After a couple of months, we notice that the SDC is going full, and we decided to move older emails to an NFS server.

We start creating the mountpoint:

mkdir /mnt/tier2/blobs && chown zimbra:zimbra /mnt/tier2/blobs

… adapting the /etc/fstab. For example:

...
#NSF4 example
nsf4.domain.local:/NFS/zimbra/server1/blobs        /mnt/tier2/blobs       nfs    rw,relatime,vers=4.0,rsize=1048576,wsize=1048576,namlen=255,soft,proto=tcp,timeo=600,retrans=2,sec=sys,clientaddr=10.0.0.10,local_lock=none,_netdev        0       0
...
#NSF3 example
Questo un altro esempio con la 3
nsf3.domain.local:/NFS/zimbra/server1/blobs        /mnt/tier2/blobs       nfs        noauto,vers=3,wsize=32768,rsize=32768,_netdev,nouser,tcp,intr,nolock,soft 0 0
...

… and defining a new volume

$> zxsuite powerstore doCreateVolume FileBlob tier2_volume secondary /mnt/tier2/blobs volume_compressed true

This time we have not set the volume as current. We already have a policy that moves objects older than 7 days from primary to current secondary. We need to move all the object from /mnt/tier1 (current secondary) to /mnt/tier2 (the NFS share).

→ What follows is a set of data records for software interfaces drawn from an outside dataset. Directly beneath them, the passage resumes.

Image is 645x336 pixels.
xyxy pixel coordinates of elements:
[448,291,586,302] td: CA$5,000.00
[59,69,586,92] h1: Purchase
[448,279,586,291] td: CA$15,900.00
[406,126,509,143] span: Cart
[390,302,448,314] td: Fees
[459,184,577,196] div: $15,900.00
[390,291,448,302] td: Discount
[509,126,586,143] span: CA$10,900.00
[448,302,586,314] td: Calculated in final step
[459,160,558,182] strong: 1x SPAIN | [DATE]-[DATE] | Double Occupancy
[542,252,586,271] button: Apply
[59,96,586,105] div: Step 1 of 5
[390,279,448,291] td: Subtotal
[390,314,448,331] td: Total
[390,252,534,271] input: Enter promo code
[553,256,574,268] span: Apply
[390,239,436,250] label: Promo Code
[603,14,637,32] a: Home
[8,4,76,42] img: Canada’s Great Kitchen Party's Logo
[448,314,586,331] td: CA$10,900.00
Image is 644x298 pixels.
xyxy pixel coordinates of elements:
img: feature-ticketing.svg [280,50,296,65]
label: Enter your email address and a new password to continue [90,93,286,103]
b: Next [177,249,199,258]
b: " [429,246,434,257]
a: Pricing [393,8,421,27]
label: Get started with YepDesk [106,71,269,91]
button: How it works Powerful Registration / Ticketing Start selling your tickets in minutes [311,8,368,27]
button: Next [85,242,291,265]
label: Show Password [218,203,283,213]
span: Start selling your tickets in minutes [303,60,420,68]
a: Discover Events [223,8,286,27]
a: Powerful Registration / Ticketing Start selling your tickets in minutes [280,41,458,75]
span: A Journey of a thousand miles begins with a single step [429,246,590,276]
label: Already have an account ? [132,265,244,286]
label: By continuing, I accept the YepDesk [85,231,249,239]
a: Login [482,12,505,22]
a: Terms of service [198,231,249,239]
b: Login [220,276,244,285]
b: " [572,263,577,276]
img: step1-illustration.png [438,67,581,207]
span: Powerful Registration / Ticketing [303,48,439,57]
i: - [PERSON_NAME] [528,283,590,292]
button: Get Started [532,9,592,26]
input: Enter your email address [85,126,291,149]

Before going haead, take a look to the output of zxsuite powerstore getAllVolumes.

$ zxsuite powerstore getAllVolumes
      primaries                               
             id              1
             name            message1
             path            /opt/zimbra/store
...
     secondaries
             id              3
             name            tier1_volume
             path            /mnt/tier1/blobs
             compressed      true
             storeType       LOCAL
             isCurrent       true
             volumeType      secondary

             id              4
             name            tier2_volume
             path            /mnt/tier2/blobs
             compressed      true
             storeType       LOCAL
             isCurrent       false
             volumeType      secondary
...

And next add a new policy using the volume_id from the prevous output:

$> zxsuite powerstore +setHsmPolicy "message,document:before:-60day source:3 destination:4 policy_order:10"

Now we have 2 policies:

$ zxsuite powerstore getHsmPolicy
      policies                                
            message,document:before:-7day
            message,document:before:-60day source:3 destination:4 policy_order:10
u

The first one selects all emails and documents older than 7 days from primary volumes and move them to the current secondary volume

The second one selects all emails and documents older than 60 days from volume 3 and move them to the volume 4 (our NFS share)

With this configuration

  • The primary disk size can be defined, allowing choosing a faster disk (such as nVME or full flash partition) for optimal performance of Metadata and index. They could be sized using the “quota rule”, statistically the 20% of the overall server’s quota.
  • The primary volume stores up to 7 days ( ~35GB ) of emails.
  • The additional local disk , such as the SDB, can be optimized for time-based or domain-based policies. In our case it will never fill up, storing messages for 53days ( ~ 200GB applying standard compression)
  • Older messages can be moved to additional mount-point, local or remote
  • The infrastructure can grow according to real user needs, allowing admins to reserve storage only when effectively needed.

Obviously this is just and an example of what is possible to setup using the HSM Policies.